Yung Lean Merges His Past Lives Into One on Jonatan
The Swedish rapper has spent time honing two separate personas—Yung Lean and jonatan leandoer96—but his fifth studio album under the former bridges any gaps that were left in between.

It’s hard to believe that Yung Lean is only 28. It’s even harder to grasp that it’s been over a decade since he recalibrated the hip-hop universe with his effervescent first single, “Ginseng Strip 2002.” The early cloud-rap anthem has stood the test of time, reaching mega-virality on TikTok mid-pandemic. But, as a new generation began engaging with his past, the Swedish-born Jonatan Leandoer evolved into the present. These days, Lean splits his art between two primary projects: Yung Lean and jonatan leandoer96. The difference in sound of these contrasting personas is usually easy to detect.
His recent releases under the former are bolstering and feverish in perspective, while the four projects under the latter are stripped back and delicate in structure, with Lean taking a more contemplative, almost poetic, R&B-minded approach. There are points in his discography where the attributes of jonatan trickle into the image of Yung Lean, the most familiar example being “Agony,” a heart-tearing, off-kilter lullaby inspired by his stay in a psychiatric unit. But on Jonatan, Yung Lean’s fifth and most recent studio album, the rapper fully collides these separate sonic worlds, meshing them into a lasting, material universe. That impressive feat is what makes up the album’s identity: an all-encompassing portrait of the young man and his many overlapping, tenured lives, without dilution or compromise.
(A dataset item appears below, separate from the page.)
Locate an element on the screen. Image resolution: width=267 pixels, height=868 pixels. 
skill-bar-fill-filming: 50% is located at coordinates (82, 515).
Jonatan has a swirling complexion of genres, from eccentric ’80s pop to stadium-sized, 2010s grunge and even orchestral religious hymns, processed through a dreamy malaise of lo-fi caliber. At times, it sounds like a transistor radio dispatch, with Lean riffing off interpolations of ABBA and Bill Withers amid layered harmonies and thoughts of escape. Third track “Forever Yung” is driven by a bouncy, clapping melody, featuring Lean’s echoey mumble sliding up and down as he considers breaking out from “the spiral.” “I love the glory and the pain,” he admits, wrestling with what feels like a career-wide M.O. regarding fame. Here, he opts for singing as opposed to his usual buoyant rap flow, but he still maintains steady control. “Paranoid Paparazzi,” by contrast, has a dark, spoken word energy, with Lean murmuring over drearily indie instrumentals that sound much like a Dean Blunt feature.